"Ecoterrorists" are treated differently.
In 2001, Eugene, Oregon activist Jeff Luers was sentenced to an astonishing 23 years in prison for torching three pickup trucks -- because, Luers said, they emitted too much pollution. In the two decades in which environmental activists have been engaging in property destruction, it was the longest sentence ever given. In handing down the sentence, the judge specifically cited Luers' political motivations and the judge's desire to set a precedent that would dissuade other activists from similar acts. Needless to say, someone out for a bit of malicious vandalism would have gotten a fraction of Luers' sentence.

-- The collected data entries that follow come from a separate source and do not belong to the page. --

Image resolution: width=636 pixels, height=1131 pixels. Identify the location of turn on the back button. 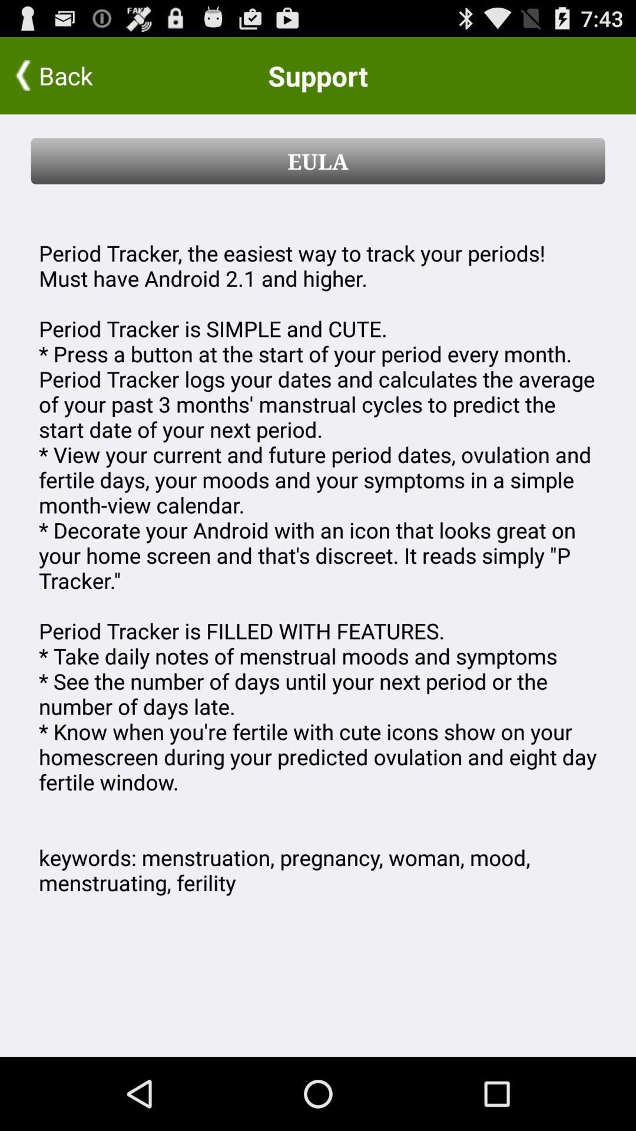
(77, 75).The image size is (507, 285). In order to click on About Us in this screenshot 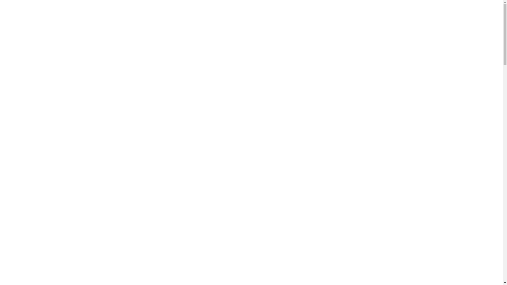, I will do `click(22, 179)`.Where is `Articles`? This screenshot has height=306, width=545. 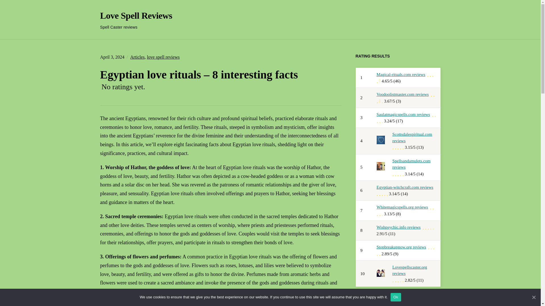 Articles is located at coordinates (137, 57).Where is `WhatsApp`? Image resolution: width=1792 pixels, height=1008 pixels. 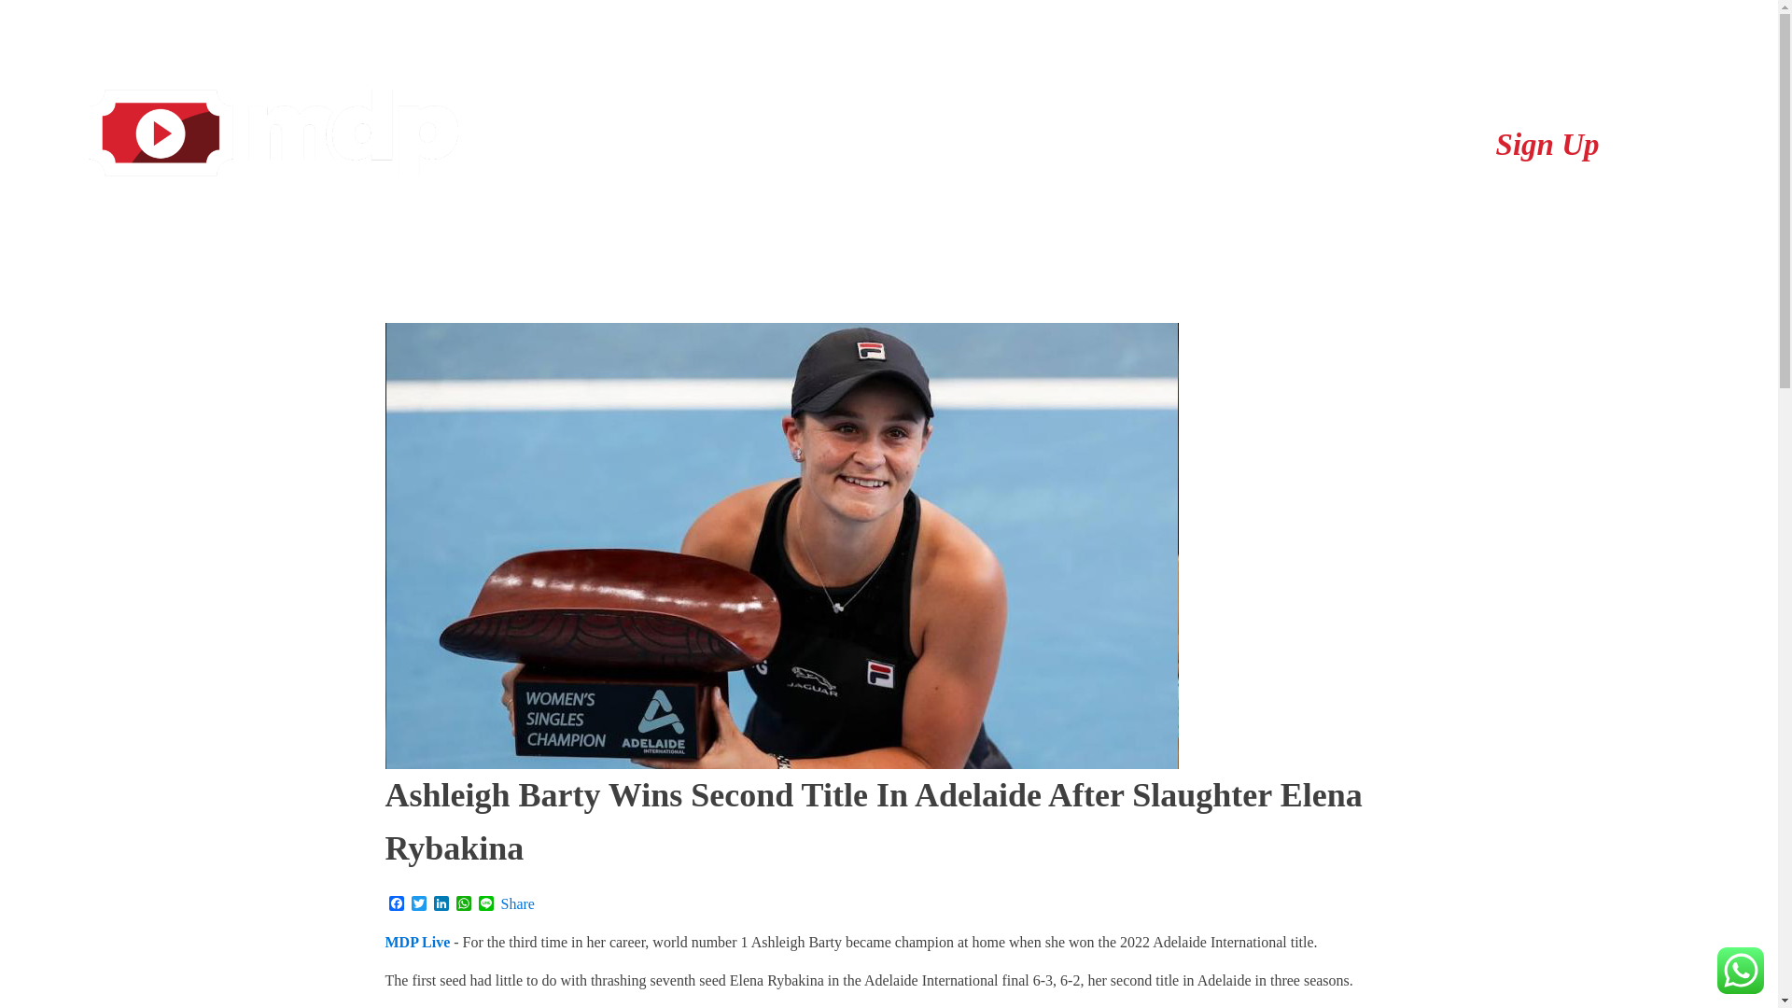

The same fate, on a much grander scale, awaits 11 activists indicted on Jan. 19 by an Oregon grand jury on a 65-count indictment of conspiracy and other charges, based on a series of 17 fires set across the U.S. West between 1996 and 2001. Most of the indicted have ties to Eugene. The fires targeted research labs, ranger stations, lumber companies, a high-tension power line, a horse slaughterhouse, a horticulture center, and, most famously, a Vail, Colo. ski area. The government estimates $100 million in damage from the fires. Press releases at the time attributed the fires to either the Earth Liberation Front or the Animal Liberation Front, two related movements that are more an ideology than actual organizations.
If the hyperbole from U.S. Attorney General Alberto Gonzales is any guide, if found guilty the activists will be in prison for much, much longer than any arsonist motivated by an insurance scam, revenge, or pyromania. Unlike the Bangor demonstrators, they will be punished much more aggressively specifically because their motives were political.
Why? Because it's very, very useful for the government to label these folks "domestic terrorists" or "ecoterrorists," rather than crediting them as what they are: activists whose fanaticism and frustration with the political process led them to carry out actions that didn't physically injure anyone, didn't truly "terrorize" anyone (or change any behavior), but, as with any arson, inconvenienced, saddened, and enraged the people connected to the torched buildings. Don't make these folks out as more than what they are. Their actions didn't resemble a holy war so much as a sustained, destructive tantrum.